Monday, June 21, 2010

Pentagon spies build new database on foreign and domestic threats

The Pentagon's main spy outfit, the Defense Intelligence Agency, is building a new database which will consolidate in one system “human intelligence” information on groups and individuals—potentially including Americans—collected by DIA operatives in United States and abroad.

A notice published earlier this week in the government's regulatory bulletin, the Federal Register, says the manager of the system will be a little-known DIA unit called the Defense Counterintelligence and Human Intelligence Center (DCHC).

Records held in the database, the notice says, could include information on “individuals involved in, or of interest to, DoD intelligence, counterintelligence, counterterrorism, and counternarcotic operations or analytical projects as well as individuals involved in foreign intelligence and/or training activities.” Among the data to be stored: “information such as name, Social Security Number (SSN), address, citizenship documentation, biometric data, passport number, vehicle identification number and vehicle/vessel license data.” Actual intelligence reports from the field and analytical material which would help “identify or counter foreign intelligence and terrorist threats to the DoD and the United States” will also be included.

“That's potentially a lot of information,” Donald Black, chief spokesman for DIA, acknowledged in an interview with Declassified. But he said that material entered into the new database would be carefully reviewed—as regularly as every 90 days—to ensure that out-of-date, discredited, or irrelevant data on individuals would be destroyed if there was no longer a good reason to keep it.

Black said that the new database would not include the highly controversial aspects of TALON, a database assembled by a spooky Pentagon spy outfit called Counterintelligence Field Activity (CIFA), set up during the George W. Bush administration. The Pentagon shut down TALON in 2007 after revelations that CIFA, whose mission included collating intelligence collected by local law-enforcement agencies and military-intelligence units on potential threats to U.S. defense installations, had assembled files on peace marchers and other nonviolent antiwar protestors.  The Pentagon later said that CIFA would be broken up. Apart from its alleged monitoring of antiwar activists, the unit became tainted by a major contracting scandal that resulted in the imprisonment of former California Rep. Randy “Duke” Cunningham. As NEWSWEEK reported here, some defense experts were alarmed when CIFA attempted—and failed—to take over a Pentagon agency responsible for inspecting the security arrangements of defense contractors, and maintaining security-clearance files on millions of contractor employees. Critics feared that such a merger could result in the creation of a military secret police.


• Problem statement: Look through the entries below and count the lines that contain "Hispanic". Reply with that number only.

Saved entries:
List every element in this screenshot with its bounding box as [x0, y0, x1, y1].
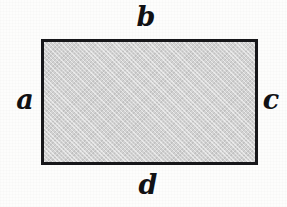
rectangle-shape: [41, 39, 258, 165]
side-label-bottom: d: [133, 171, 163, 198]
rectangle-fill-texture: [44, 42, 255, 162]
side-label-right: c: [258, 86, 284, 113]
side-label-left: a: [10, 86, 40, 113]
side-label-top: b: [131, 3, 161, 30]
diagram-canvas: b a c d: [0, 0, 287, 207]
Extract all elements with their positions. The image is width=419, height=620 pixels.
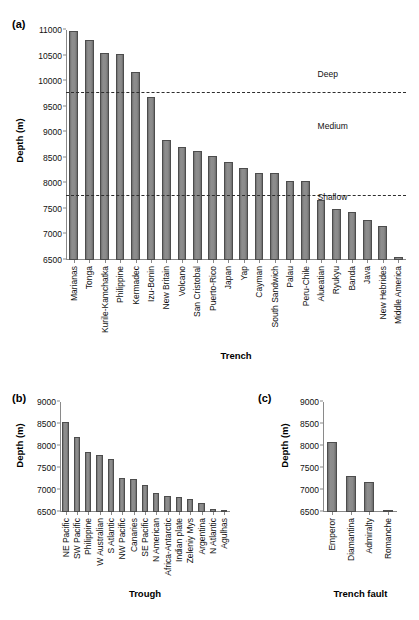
y-tick-label: 8000 — [300, 441, 323, 451]
bar — [224, 162, 233, 260]
x-tick-mark — [259, 260, 260, 263]
x-tick-label: San Cristobal — [192, 266, 202, 317]
x-tick-label: Alueatian — [316, 266, 326, 301]
reference-line — [66, 92, 406, 93]
panel-b: (b) Depth (m) 650070007500800085009000 N… — [0, 388, 250, 620]
x-tick-label: NE Pacific — [61, 518, 71, 557]
x-tick-mark — [367, 260, 368, 263]
x-label-cell: S Atlantic — [105, 516, 116, 586]
bar — [96, 455, 102, 512]
x-label-cell: Peru-Chile — [298, 264, 313, 346]
bar — [74, 437, 80, 512]
x-label-cell: NW Pacific — [117, 516, 128, 586]
x-label-cell: Kurile-Kamchatka — [97, 264, 112, 346]
x-label-cell: Indian plate — [173, 516, 184, 586]
bar — [119, 478, 125, 512]
x-tick-label: Izu-Bonin — [146, 266, 156, 302]
y-tick-label: 8000 — [37, 441, 60, 451]
bar-item — [196, 402, 207, 512]
y-tick-mark — [63, 182, 66, 183]
x-tick-label: Palau — [285, 266, 295, 288]
x-label-cell: Kermadec — [128, 264, 143, 346]
x-tick-label: Argentina — [197, 518, 207, 554]
x-tick-mark — [398, 260, 399, 263]
x-tick-label: Puerto-Rico — [208, 266, 218, 311]
x-label-cell: Romanche — [379, 516, 398, 586]
y-tick-mark — [57, 445, 60, 446]
x-label-cell: Yap — [236, 264, 251, 346]
y-tick-mark — [57, 489, 60, 490]
panel-c-x-axis-title: Trench fault — [313, 588, 408, 599]
y-tick-mark — [63, 80, 66, 81]
x-tick-mark — [224, 512, 225, 515]
x-label-cell: San Cristobal — [190, 264, 205, 346]
bar — [327, 442, 337, 512]
bar-item — [207, 402, 218, 512]
x-tick-mark — [134, 512, 135, 515]
bar-item — [329, 30, 344, 260]
y-tick-label: 7500 — [43, 204, 66, 214]
panel-b-y-axis-title: Depth (m) — [14, 411, 25, 481]
bar-item — [128, 30, 143, 260]
bar — [69, 31, 78, 260]
panel-c-plot-area: 650070007500800085009000 — [323, 402, 397, 512]
bar-item — [105, 402, 116, 512]
bar-item — [323, 402, 342, 512]
y-tick-mark — [63, 29, 66, 30]
panel-b-tag: (b) — [12, 392, 26, 404]
x-tick-label: Japan — [223, 266, 233, 289]
x-label-cell: Philippine — [83, 516, 94, 586]
panel-b-x-labels: NE PacificSW PacificPhilippineW Australi… — [60, 516, 230, 586]
y-tick-label: 7000 — [37, 485, 60, 495]
bar-item — [375, 30, 390, 260]
bar — [363, 220, 372, 260]
y-tick-label: 7000 — [300, 485, 323, 495]
x-tick-label: Romanche — [383, 518, 393, 559]
bar — [85, 40, 94, 260]
bar-item — [60, 402, 71, 512]
bar-item — [282, 30, 297, 260]
x-tick-label: Philippine — [115, 266, 125, 303]
y-tick-label: 9000 — [43, 127, 66, 137]
bar — [348, 212, 357, 260]
bar-item — [143, 30, 158, 260]
x-tick-mark — [213, 260, 214, 263]
x-tick-label: New Hebrides — [378, 266, 388, 319]
x-tick-label: S Atlantic — [106, 518, 116, 553]
y-tick-label: 8500 — [300, 419, 323, 429]
bar-item — [174, 30, 189, 260]
x-label-cell: Marianas — [66, 264, 81, 346]
x-tick-mark — [136, 260, 137, 263]
panel-a-bars — [66, 30, 406, 260]
x-tick-label: N American — [151, 518, 161, 562]
y-tick-mark — [320, 467, 323, 468]
x-tick-label: SW Pacific — [72, 518, 82, 559]
x-tick-mark — [213, 512, 214, 515]
x-label-cell: Middle America — [391, 264, 406, 346]
x-tick-mark — [111, 512, 112, 515]
x-label-cell: Palau — [282, 264, 297, 346]
x-tick-label: Emperor — [327, 518, 337, 551]
x-tick-mark — [369, 512, 370, 515]
x-tick-label: Volcano — [177, 266, 187, 296]
bar-item — [128, 402, 139, 512]
x-tick-label: Indian plate — [174, 518, 184, 562]
bar — [176, 497, 182, 512]
x-tick-mark — [120, 260, 121, 263]
x-tick-label: Admiralty — [364, 518, 374, 553]
panel-b-bars — [60, 402, 230, 512]
x-tick-label: NW Pacific — [117, 518, 127, 560]
bar-item — [159, 30, 174, 260]
bar-item — [81, 30, 96, 260]
x-tick-mark — [336, 260, 337, 263]
x-tick-label: W Australian — [95, 518, 105, 566]
y-tick-label: 7500 — [37, 463, 60, 473]
bar-item — [205, 30, 220, 260]
bar — [332, 209, 341, 260]
bar-item — [251, 30, 266, 260]
bar-item — [219, 402, 230, 512]
bar-item — [391, 30, 406, 260]
panel-a-x-axis-title: Trench — [66, 350, 406, 361]
y-tick-mark — [63, 54, 66, 55]
bar — [147, 97, 156, 260]
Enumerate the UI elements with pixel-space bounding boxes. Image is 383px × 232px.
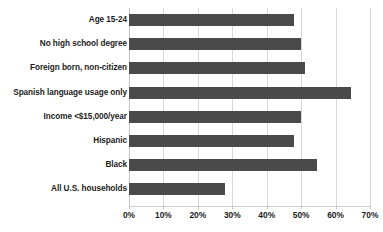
tick-mark [336,206,337,209]
category-label: Income <$15,000/year [3,112,127,122]
category-label: Age 15-24 [3,15,127,25]
tick-mark [198,206,199,209]
bar [129,87,351,99]
tick-label: 70% [350,209,383,221]
category-label: Black [3,160,127,170]
bar-row: All U.S. households [0,177,383,201]
tick-mark [163,206,164,209]
bar [129,14,294,26]
bar [129,183,225,195]
tick-mark [129,206,130,209]
tick-mark [301,206,302,209]
bar-row: No high school degree [0,32,383,56]
bar [129,159,317,171]
x-axis-tick-labels: 0%10%20%30%40%50%60%70% [0,209,383,227]
bar-row: Foreign born, non-citizen [0,56,383,80]
bar-row: Spanish language usage only [0,81,383,105]
tick-mark [370,206,371,209]
tick-mark [267,206,268,209]
category-label: Spanish language usage only [3,88,127,98]
x-axis-baseline [129,206,370,207]
bar [129,135,294,147]
bar-row: Black [0,153,383,177]
category-label: No high school degree [3,39,127,49]
category-label: All U.S. households [3,184,127,194]
bar [129,38,301,50]
tick-mark [232,206,233,209]
category-label: Foreign born, non-citizen [3,63,127,73]
bar-rows: Age 15-24No high school degreeForeign bo… [0,8,383,206]
bar [129,62,305,74]
bar [129,111,301,123]
bar-row: Age 15-24 [0,8,383,32]
bar-chart: Age 15-24No high school degreeForeign bo… [0,0,383,232]
bar-row: Hispanic [0,129,383,153]
bar-row: Income <$15,000/year [0,105,383,129]
category-label: Hispanic [3,136,127,146]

• Exercise result: 2